Buster Keaton Party, 1962 (23:51)
Extracts from an audio recording of an informal party at home of US TV writer Bill Cox where Keaton sings and regales those present with his vaudeville memories. The singing tends to dominate, but Keaton is clearly having the time of his life here, and it proves oddly fascinating to only be able to hear the voice of someone who elsewhere in this set is stonily silent. Plasma TV owners beware, the same graphic and text stays up on screen for the entire running time.
Booklet
Booklet? Hardly. This is a fully-fledged, 184-page book that is packed with great material, one I'd happily pay good money for if it were a stand-alone release. Kicking off with the above quoted intro by Serge Bromberg and a list of all the films and their respective directors, the contents are: a splendidly detailed essay titled Buster Keaton's Short Comedies 1917-1923; notes and credits for each of the 32 films in this collection; a short but useful piece by Serge Bromberg titled The Two Versions of The Blacksmith and Other Discoveries; fascinating articles by Buster Keaton on his childhood, his friend and mentor Roscoe Arbuckle, and the process of making films; a lengthy, in-depth and compelling roundtable discussion on Keaton conducted in 2006 between Jean-Pierre Coursodon, Dan Sallitt, and Brad Stevens that covers so much ground that it effectively renders any reviews almost redundant; an extract from Keaton's autobiography titled From Human Mop to Stoneface; a surprisingly detailed piece on Keaton's Italian villa; a list of titles for suggested further reading; notes on the music and credits for the scores; restoration and Blu-ray credits; and a nice selection of stills, some of which are of Keaton behind the scenes or away from the film set.

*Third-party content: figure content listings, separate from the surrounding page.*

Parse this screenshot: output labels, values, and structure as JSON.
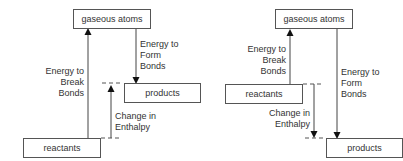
{
  "diagrams": [
    {
      "id": "exothermic",
      "boxes": {
        "top": "gaseous atoms",
        "mid": "products",
        "bottom": "reactants"
      },
      "labels": {
        "break": [
          "Energy to",
          "Break",
          "Bonds"
        ],
        "form": [
          "Energy to",
          "Form",
          "Bonds"
        ],
        "enthalpy": [
          "Change in",
          "Enthalpy"
        ]
      }
    },
    {
      "id": "endothermic",
      "boxes": {
        "top": "gaseous atoms",
        "mid": "reactants",
        "bottom": "products"
      },
      "labels": {
        "break": [
          "Energy to",
          "Break",
          "Bonds"
        ],
        "form": [
          "Energy to",
          "Form",
          "Bonds"
        ],
        "enthalpy": [
          "Change in",
          "Enthalpy"
        ]
      }
    }
  ],
  "colors": {
    "line": "#333333",
    "box_border": "#555555",
    "text": "#333333"
  }
}
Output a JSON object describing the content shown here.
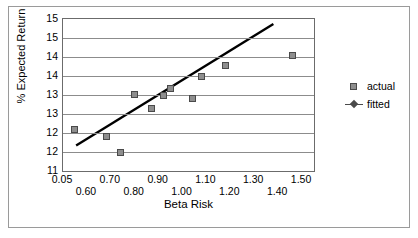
{
  "chart_data": {
    "type": "scatter",
    "title": "",
    "xlabel": "Beta Risk",
    "ylabel": "% Expected Return",
    "xlim": [
      0.5,
      1.55
    ],
    "ylim": [
      11.0,
      15.0
    ],
    "grid": "horizontal",
    "legend_position": "right",
    "x_tick_labels": [
      "0.05",
      "0.60",
      "0.70",
      "0.80",
      "0.90",
      "1.00",
      "1.10",
      "1.20",
      "1.30",
      "1.40",
      "1.50"
    ],
    "x_tick_values": [
      0.5,
      0.6,
      0.7,
      0.8,
      0.9,
      1.0,
      1.1,
      1.2,
      1.3,
      1.4,
      1.5
    ],
    "y_tick_labels": [
      "15",
      "15",
      "14",
      "14",
      "13",
      "13",
      "12",
      "12",
      "11"
    ],
    "y_tick_values": [
      15.0,
      14.5,
      14.0,
      13.5,
      13.0,
      12.5,
      12.0,
      11.5,
      11.0
    ],
    "series": [
      {
        "name": "actual",
        "type": "scatter",
        "marker": "square",
        "color": "#8e8e8e",
        "points": [
          {
            "x": 0.55,
            "y": 12.1
          },
          {
            "x": 0.68,
            "y": 11.9
          },
          {
            "x": 0.74,
            "y": 11.5
          },
          {
            "x": 0.8,
            "y": 13.02
          },
          {
            "x": 0.87,
            "y": 12.65
          },
          {
            "x": 0.92,
            "y": 12.98
          },
          {
            "x": 0.95,
            "y": 13.18
          },
          {
            "x": 1.04,
            "y": 12.92
          },
          {
            "x": 1.08,
            "y": 13.5
          },
          {
            "x": 1.18,
            "y": 13.78
          },
          {
            "x": 1.46,
            "y": 14.05
          }
        ]
      },
      {
        "name": "fitted",
        "type": "line",
        "marker": "diamond",
        "color": "#000000",
        "endpoints": [
          {
            "x": 0.555,
            "y": 11.67
          },
          {
            "x": 1.38,
            "y": 14.87
          }
        ]
      }
    ]
  },
  "legend": {
    "entries": [
      {
        "label": "actual",
        "key": "square-marker"
      },
      {
        "label": "fitted",
        "key": "line-diamond-marker"
      }
    ]
  }
}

Sublime. A selection of 32 of the finest of all silent comedies that chart the development of one of early American comedy cinema's most talented artists from supporting player to writer, director and star, all restored and presented in HD at the best quality you're likely to see them in, at least for a good many years to come. Great films, great scores and great entertainment, all backed by some pretty fine extra features and a 184-page book to die for. Very highly recommended.